Houston Independent School District reported 194 students and 82 staff infected with COVID-19 in just two days into the school year, said the report.

Rice University, a private research university in Houston, recently decided to revert to remote learning for the first two weeks of the fall semester since one of its COVID-19 testing providers produced multiple false positive test results last week.

Rice implemented a pre-semester testing on Aug. 13 that included 81 COVID-19 positives out of around 4,500 people tested over nine days, equaling a 2-percent positivity rate, much higher than the 0.24-percent positivity rate Rice accrued over the last school year, reported the Houston Chronicle newspaper.

In southern Texas, as COVID-19 cases and hospitalizations continue to surge in Austin-Travis County, there are 726 COVID-19 hospitalizations for 11 counties including and surrounding Austin, the state's capital city, just one shy of a pandemic high of 727 on Jan. 18 this year.

The Austin Independent School District, which requires mask-wearing for all students, staff and visitors, announced on Tuesday that it will offer a one-time incentive of 250 U.S. dollars to eligible employees who are fully vaccinated by Oct. 15.

The district is also considering mandating vaccines for all teachers and staff, said the Houston Chronicle.

In Kaufman County, located in the northeastern area of the state, all Kemp Independent School District campuses will be closed from Wednesday through Friday due to rapidly spreading COVID-19 cases, the district said on Tuesday, adding the three-day closure will allow schools to thoroughly disinfect all district facilities, including transportation.

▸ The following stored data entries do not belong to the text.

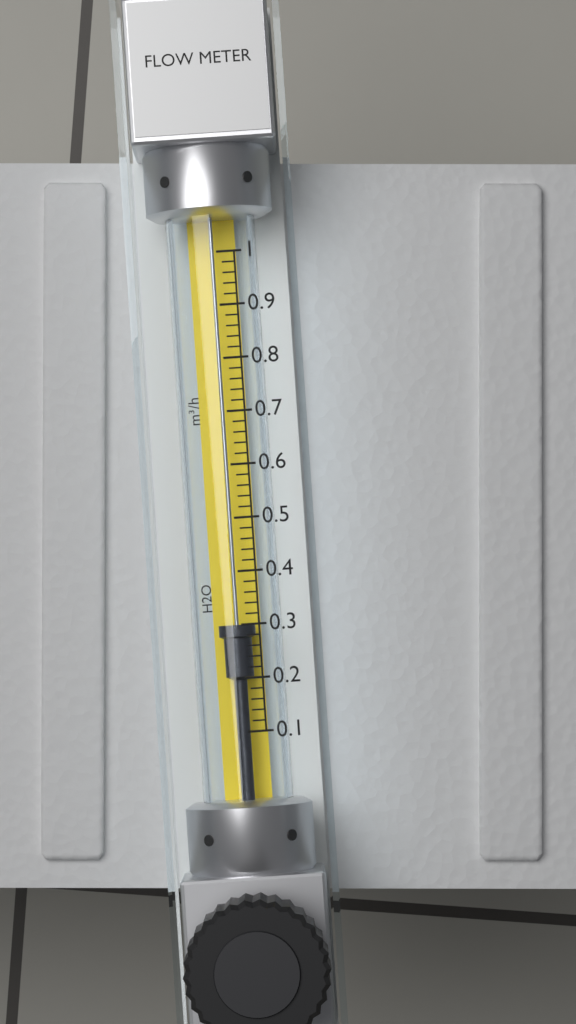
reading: 0.30 m³/h
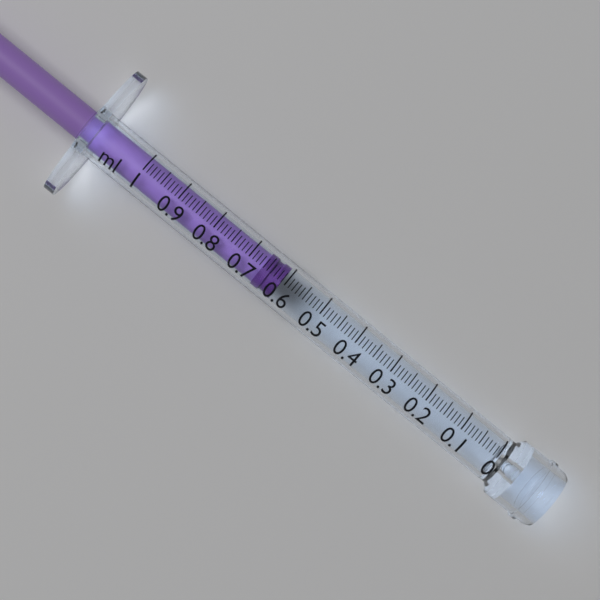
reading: 0.61 ml
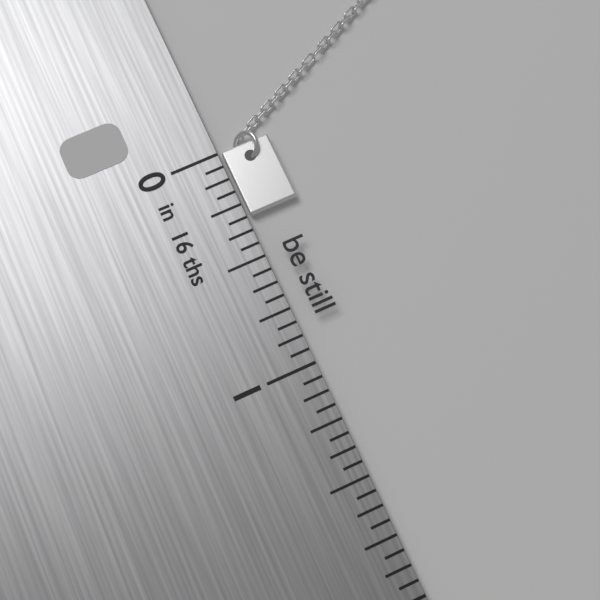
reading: 0.3125 in
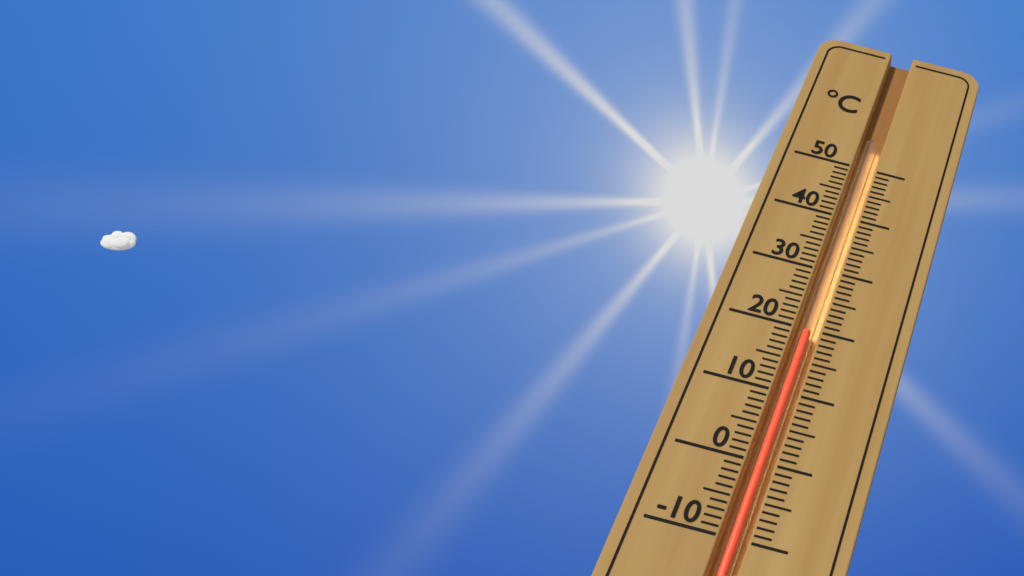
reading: 20 °C
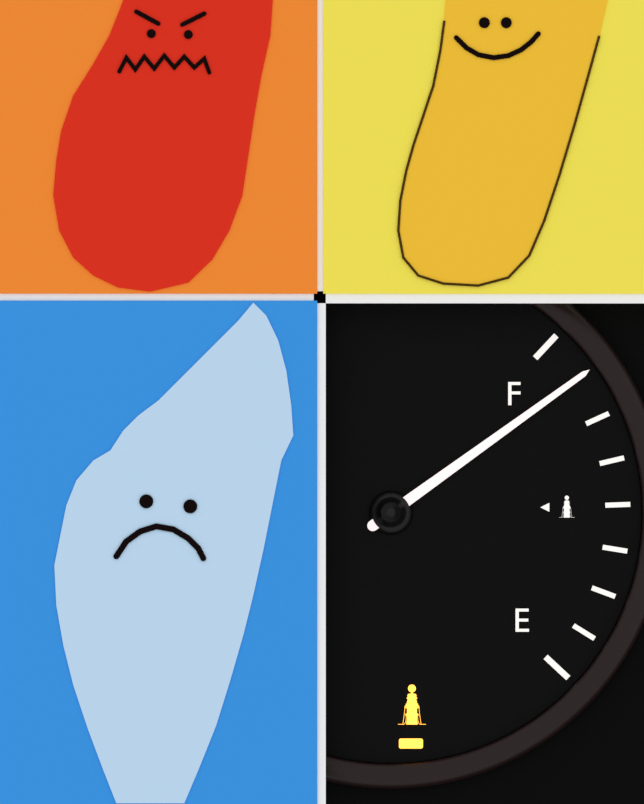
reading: 0.875 (no unit)
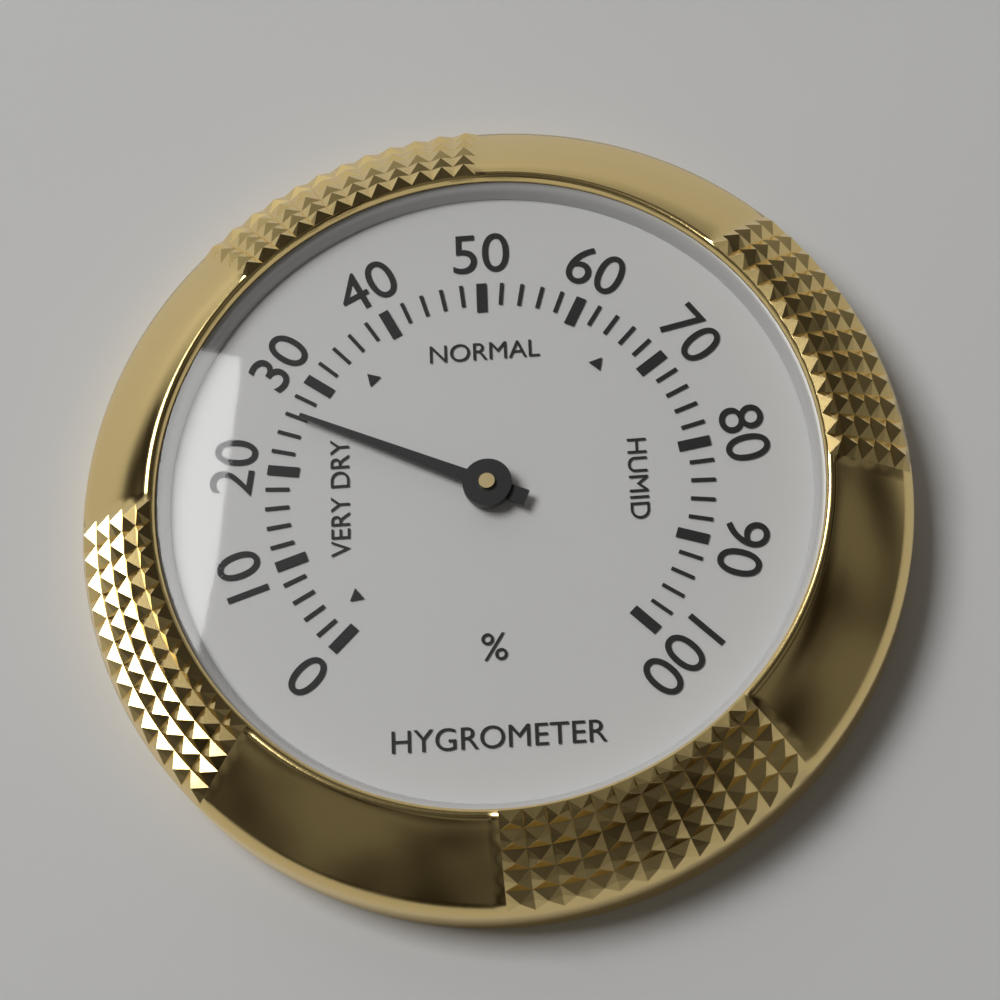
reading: 26 %
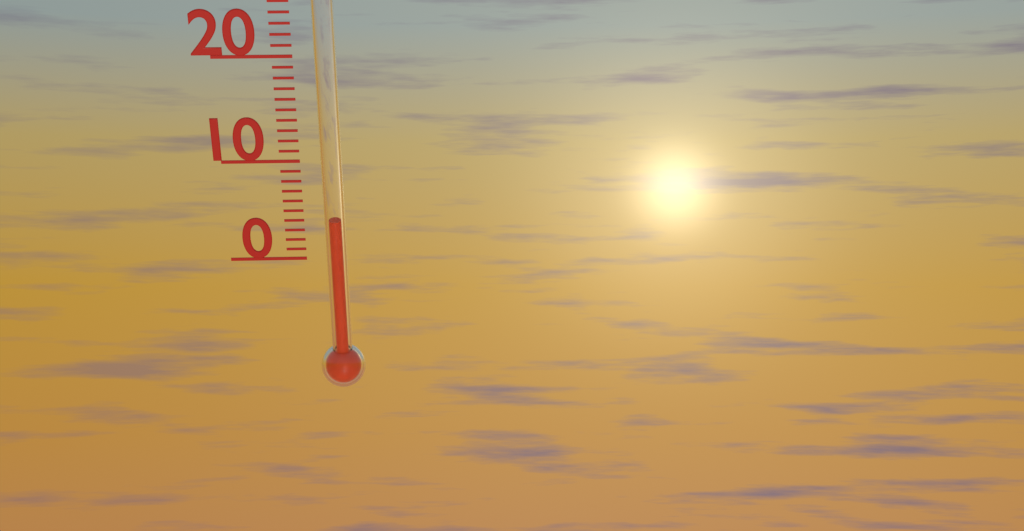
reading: 4 °C
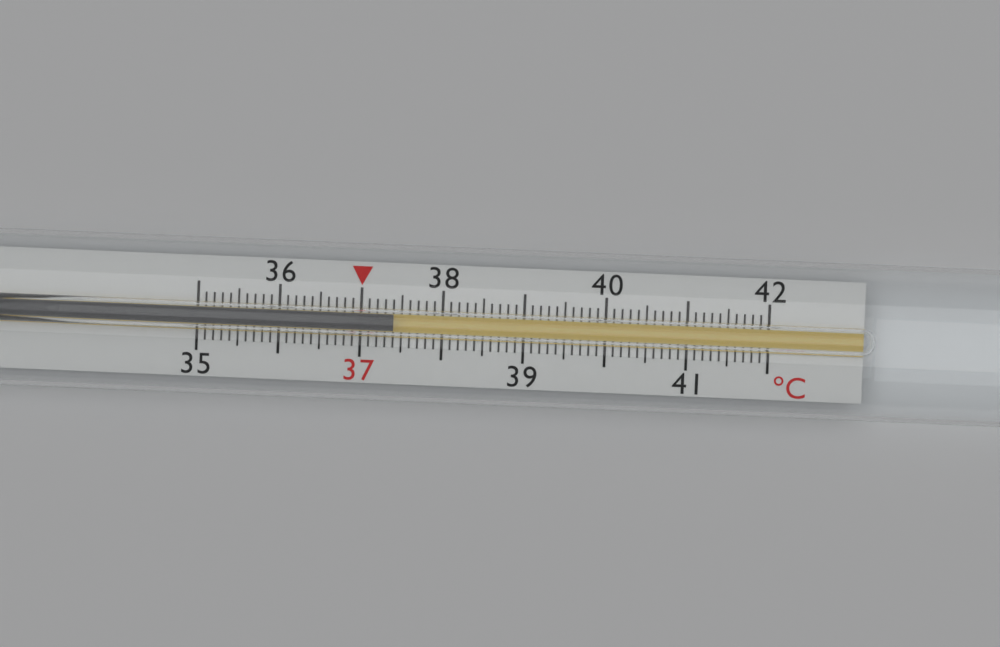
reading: 37.4 °C
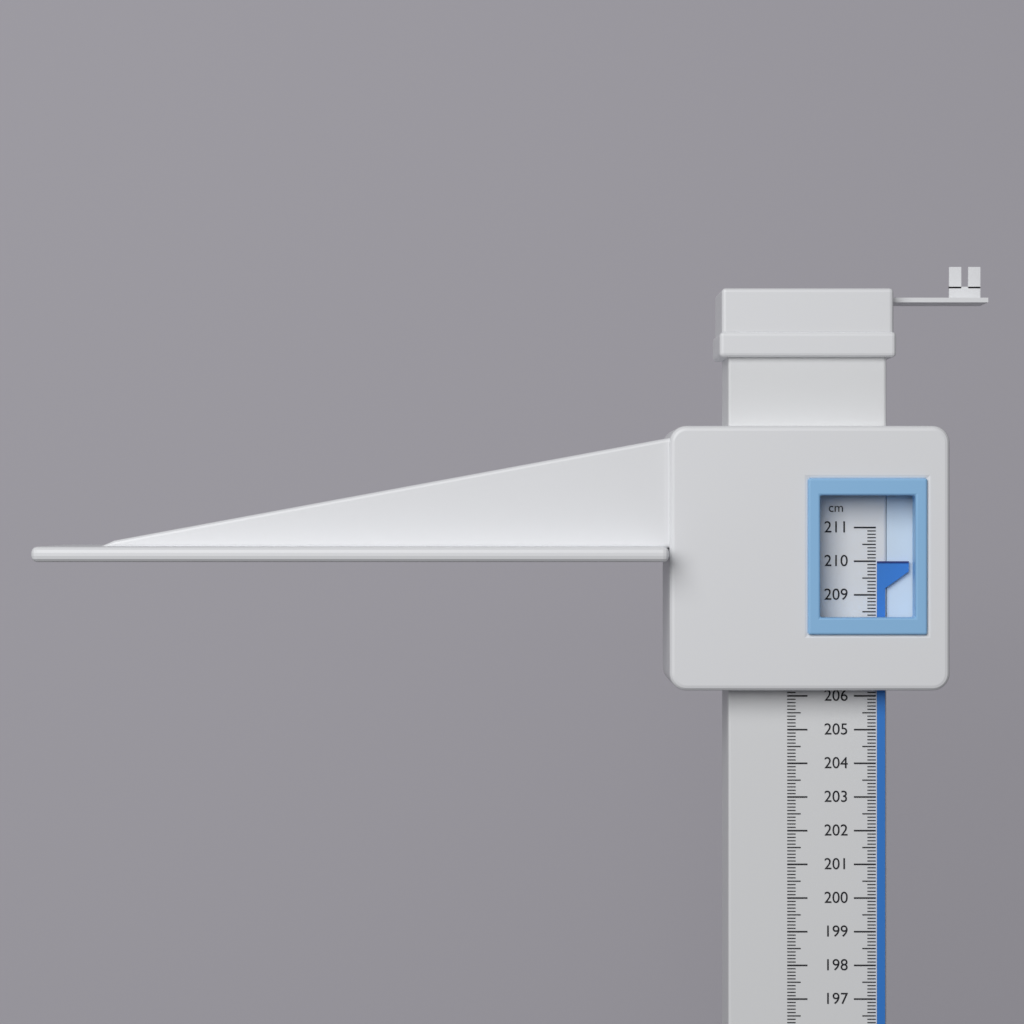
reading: 210.0 cm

Kemp Superintendent James Young told local media that as of Monday, 100 students and 30 staff members had tested positive for COVID-19, equaling about a 7-8 percent positivity rate within the district.

However, despite health officials' suggestions, Leander Independent School District, which consists of more than 40,000 students in central Texas, chose not to close schools in the area, according to a Texas Tribune report on Tuesday.

About 43 percent of cases in the district occurred in elementary schools and the "vast majority" of cases are students, said the report, citing Dr. Amanda Norwood, medical director of the Williamson County and Cities Health District.

"This outbreak is probably infecting more kids than what we've seen in the past epidemic surges," former Food and Drug Administration director Scott Gottlieb spoke on CNBC, while predicting the Delta-driven COVID-19 surge in the southern United States has likely peaked.

According to data issued Tuesday by the Texas Department of State Health Services, more than 2.9 million cases have been reported in Texas and more than 54,000 people in the state have died since the pandemic broke out last year.

The Southeast Texas Regional Advisory Council on Monday reported more than 4,000 COVID-19 hospitalizations for the first time since the outbreak in the 25-county region the agency covers. More than 700 patients, 107 in critical condition, were stuck in emergency departments waiting for an available bed.